Nearly 25 years after he says a Catholic priest raped him, John Harris awaits a price tag for his suffering.

What were they worth, he wonders, those dark days of his depression, at the bottom of his struggles with alcohol abuse, when he found he could not make a life with someone he loved. How do you value such sorrow in dollars and change?

Soon he'll know. Harris is one of 552 alleged victims who have spent the past month considering whether to take part in a landmark $85 million settlement with the Roman Catholic Archdiocese of Boston. Now, with enough victims agreeing this week to move forward with the settlement, an independent

arbitrator is preparing to weigh the value of their abuse. It is an extraordinary mandate - the first time, attorneys say, that compensation in a large sexual-abuse case has been based on plaintiffs' post-abuse suffering, not just the nature of their victimization.

Many Catholics regard the agreement as a new beginning. But for America, it is also a moment of public reckoning with an issue that is often kept private: the long-term impacts of sexual abuse. And in legal terms, it is raising difficult questions of how justice can be rendered when damages are not clear-cut and the pain is enormous.

"This settlement is a public acknowledgment that yes, a crime was committed here," says David Clohessy, executive director of the Survivors' Network of Those Abused By Priests. "But if you're hooked on cocaine, if you can't be intimate, if you have no faith in God, you wake up the day after you sign and you're the same person with the same problems." [Editor's note: In the original version of this story, David Clohessy's name was misspelled.]

Under the settlement with the Boston archdiocese, Harris will have two hours in which to impress upon a professional mediator how seriously he was damaged by abuse. The arbitrator will weigh his story along with others who signed the agreement and then award each of them between $80,000 and $300,000.

Harris hates the whole idea. "I signed because I had to, because it was the best thing to do for my own mental health," he says. "But it feels like signing a deal with the Devil." He's afraid the agreement hasn't hurt the Church enough to force it to protect other kids.

Harris was 21 when a college professor sent him to a priest for counseling. He had just come out as gay and was struggling with the church's condemnation. He hoped the priest would tell him he still belonged. Instead, he says, the priest told him to lie down on the rug.

Over the years, Harris says, he sought to drown the memory in alcohol. Since a major breakdown in 1995 cost him his job, he has been hospitalized for depression several times.

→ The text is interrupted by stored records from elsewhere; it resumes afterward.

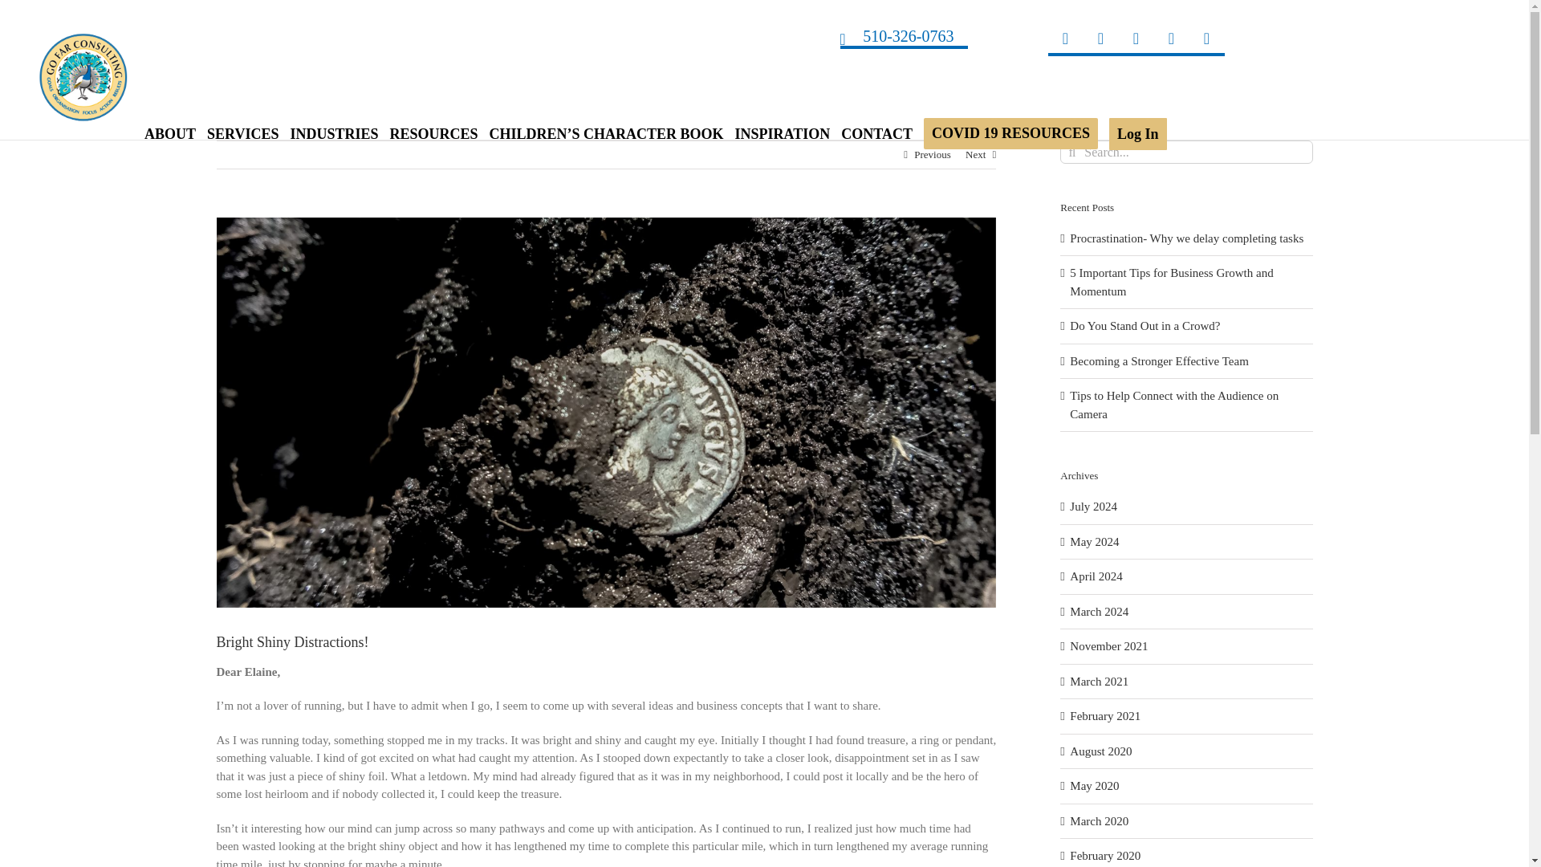 The height and width of the screenshot is (867, 1541). Describe the element at coordinates (782, 133) in the screenshot. I see `INSPIRATION` at that location.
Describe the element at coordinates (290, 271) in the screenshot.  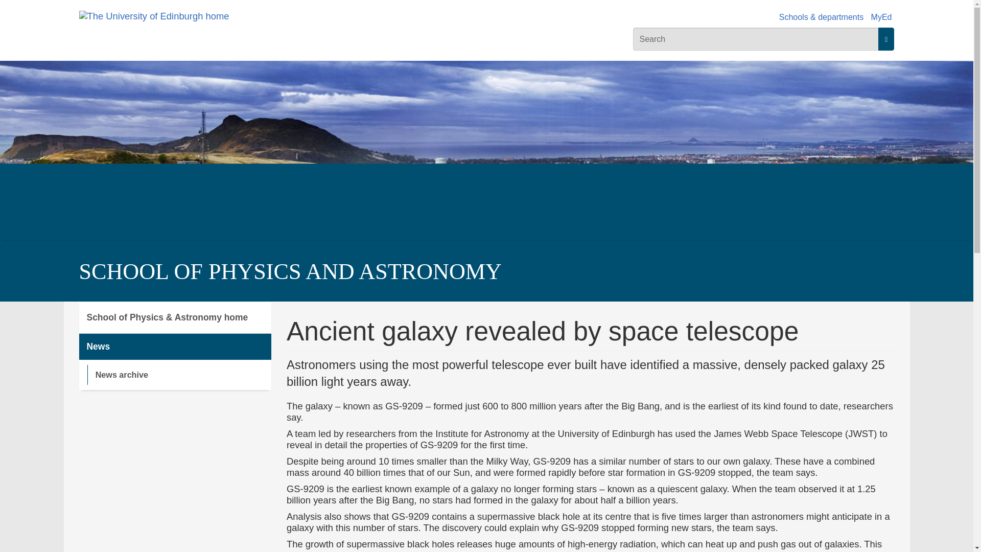
I see `SCHOOL OF PHYSICS AND ASTRONOMY` at that location.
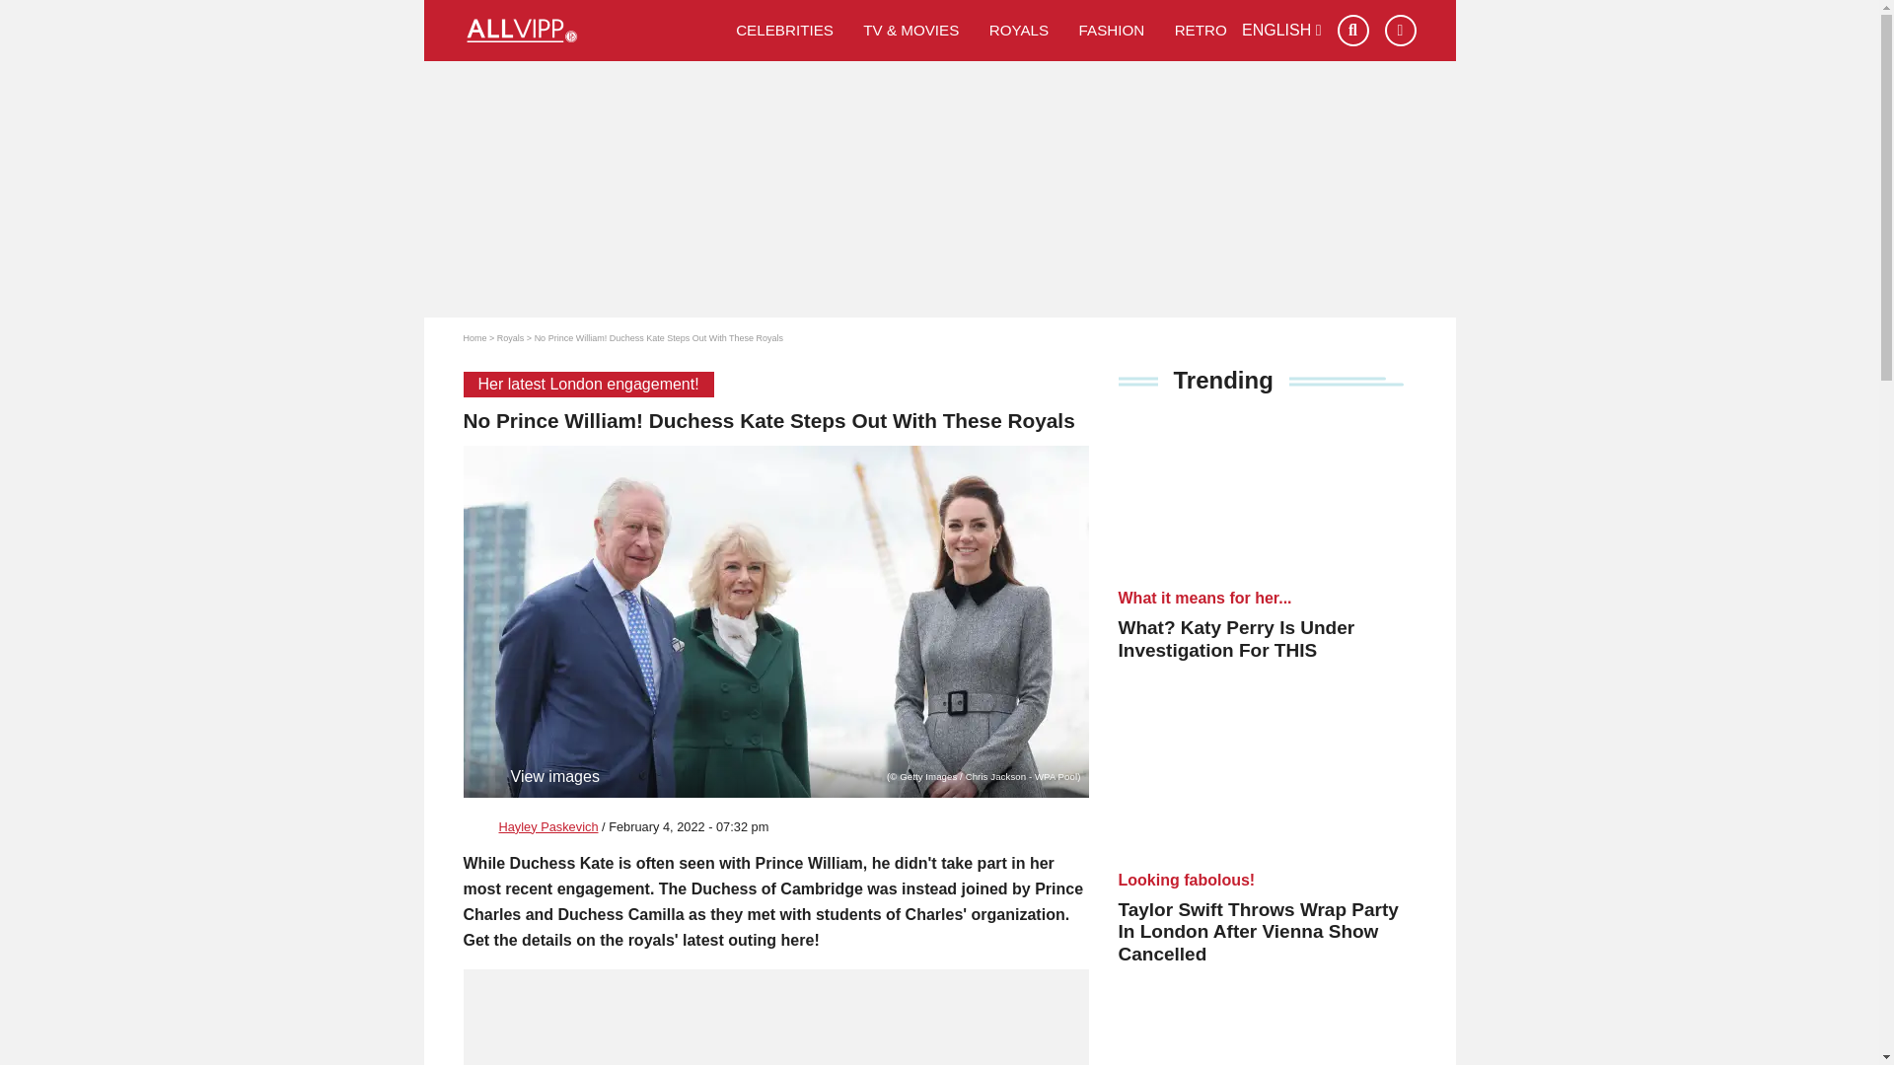 The image size is (1894, 1065). I want to click on Fashion, so click(1111, 30).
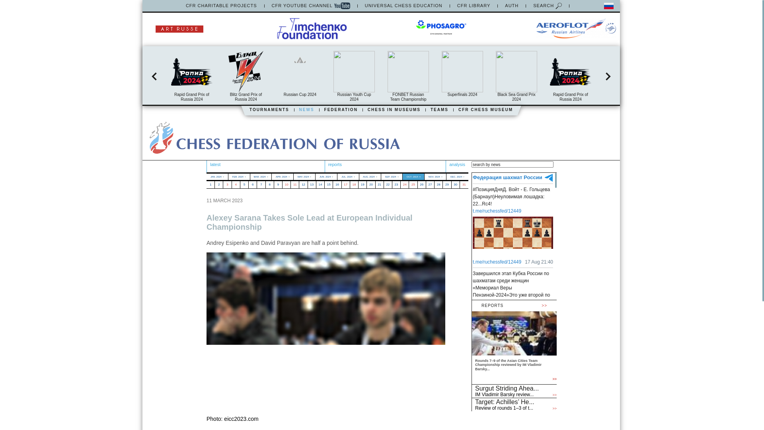  What do you see at coordinates (404, 6) in the screenshot?
I see `UNIVERSAL CHESS EDUCATION` at bounding box center [404, 6].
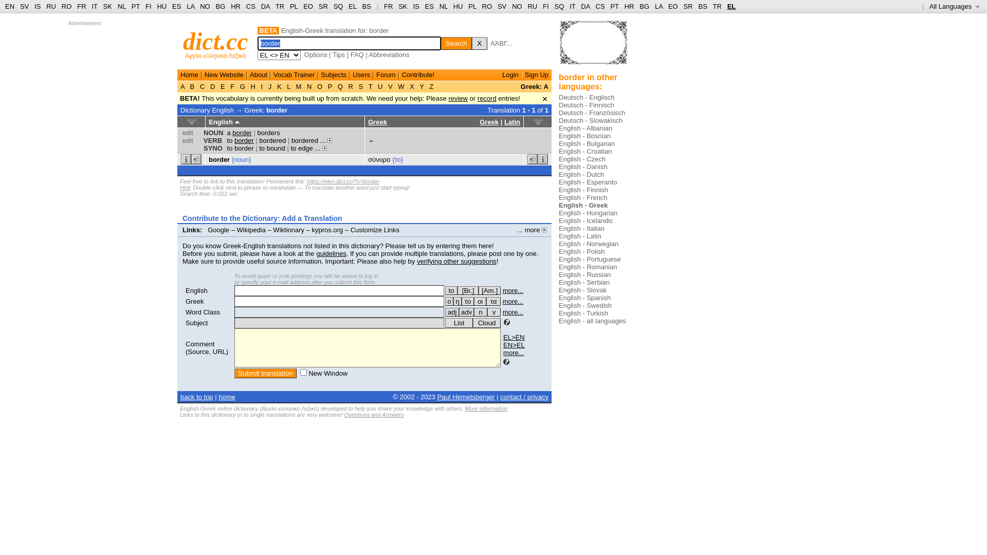 Image resolution: width=987 pixels, height=555 pixels. I want to click on English - Swedish, so click(585, 305).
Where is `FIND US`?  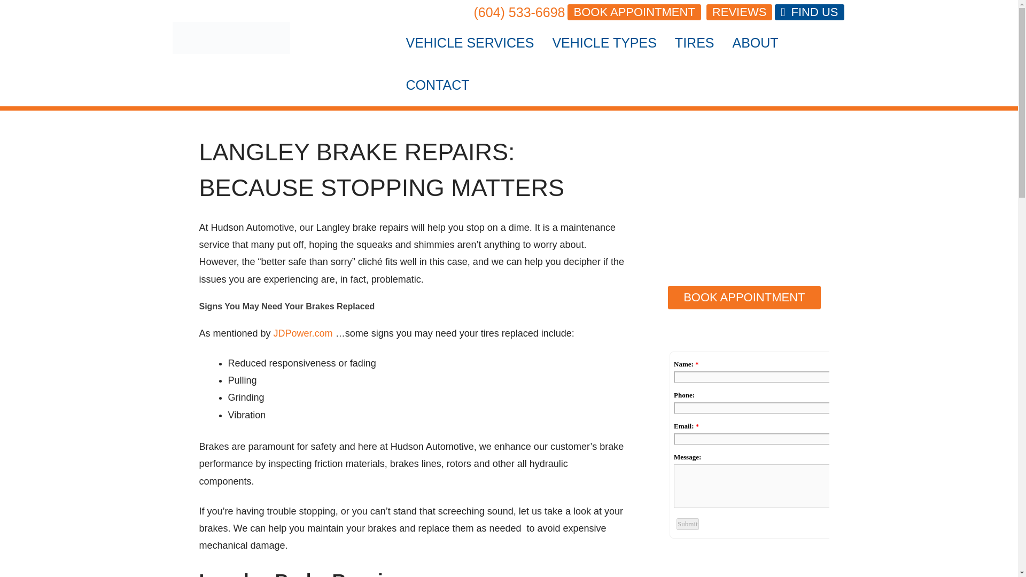
FIND US is located at coordinates (809, 12).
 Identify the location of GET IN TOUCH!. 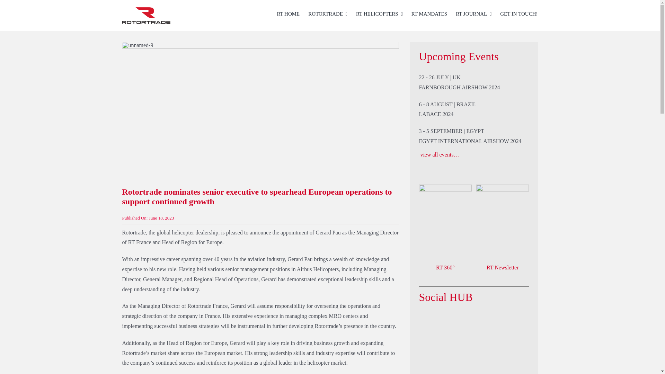
(518, 14).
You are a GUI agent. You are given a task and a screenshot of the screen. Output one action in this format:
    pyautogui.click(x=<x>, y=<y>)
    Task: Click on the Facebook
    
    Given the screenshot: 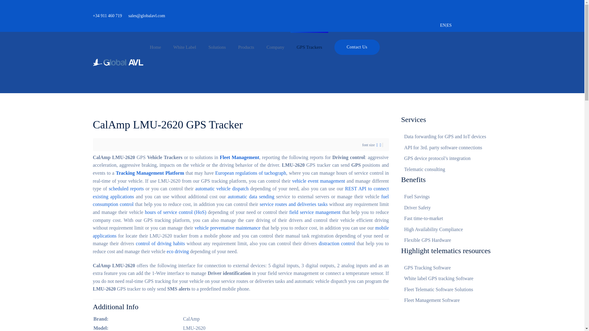 What is the action you would take?
    pyautogui.click(x=449, y=12)
    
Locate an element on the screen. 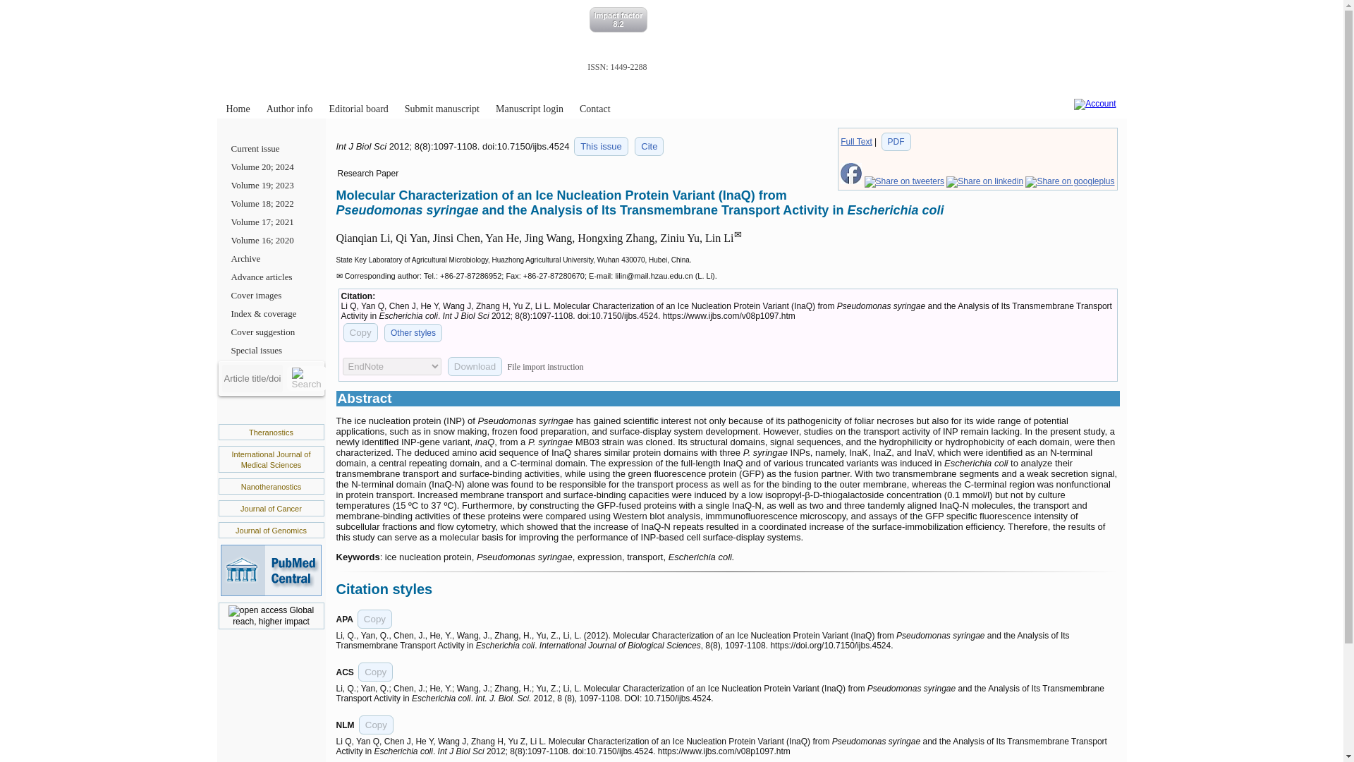 Image resolution: width=1354 pixels, height=762 pixels. Other citation styles eg. ACS APA is located at coordinates (413, 333).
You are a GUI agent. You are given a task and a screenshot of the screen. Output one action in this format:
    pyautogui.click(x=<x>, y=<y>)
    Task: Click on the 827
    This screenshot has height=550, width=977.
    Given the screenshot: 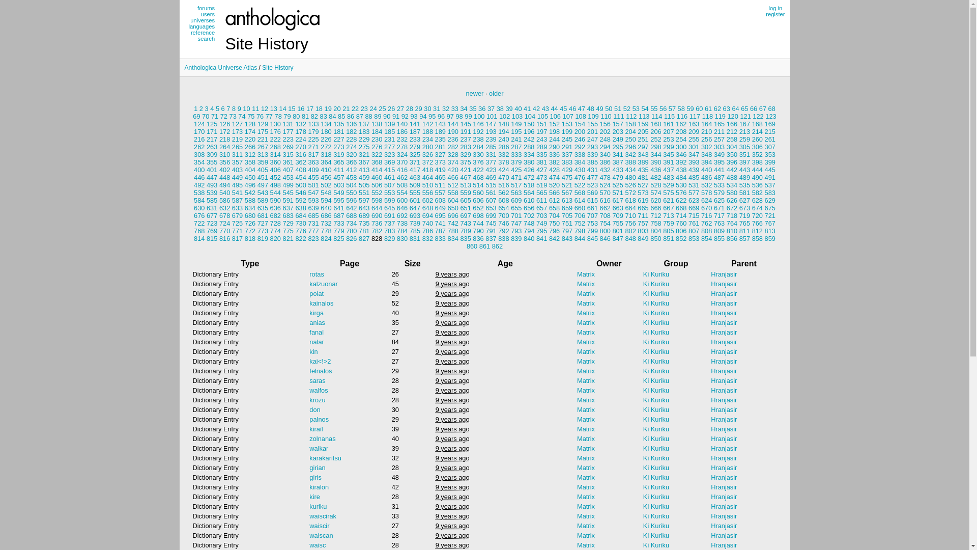 What is the action you would take?
    pyautogui.click(x=364, y=238)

Still, when the clergy abuse scandal broke nearly two years ago, he didn't think it had anything to do with him. One night he saw a victim on the news talking about being abused. The next morning Harris opened the Boston Globe to a photo of the man he identifies as his abuser. The following Saturday, he went to his first protest at Boston's Cathedral of the Holy Cross.

A woman met him on the steps. "Are you a victim too?" he recalls her asking. "Who was your perpetrator?" He didn't know what the word meant.

Hundreds of protests later, Harris knows full well.

The settlement, he says, should make him and other "alleged victims" into acknowledged survivors.

Still, for all its elaborate language, the document does not contain an explicit admission of fault by the church. Some legal experts say the settlement itself constitutes such an admission.

Victims' struggles with the agreement don't end with its wording. Psychologists argue that assigning a dollar amount to this type of pain can be dangerous, because of the way sexual abuse can uniquely undermine a person's self-worth. Fragile victims, they say, will be tempted to look at their checks and say, "This is all I'm worth?"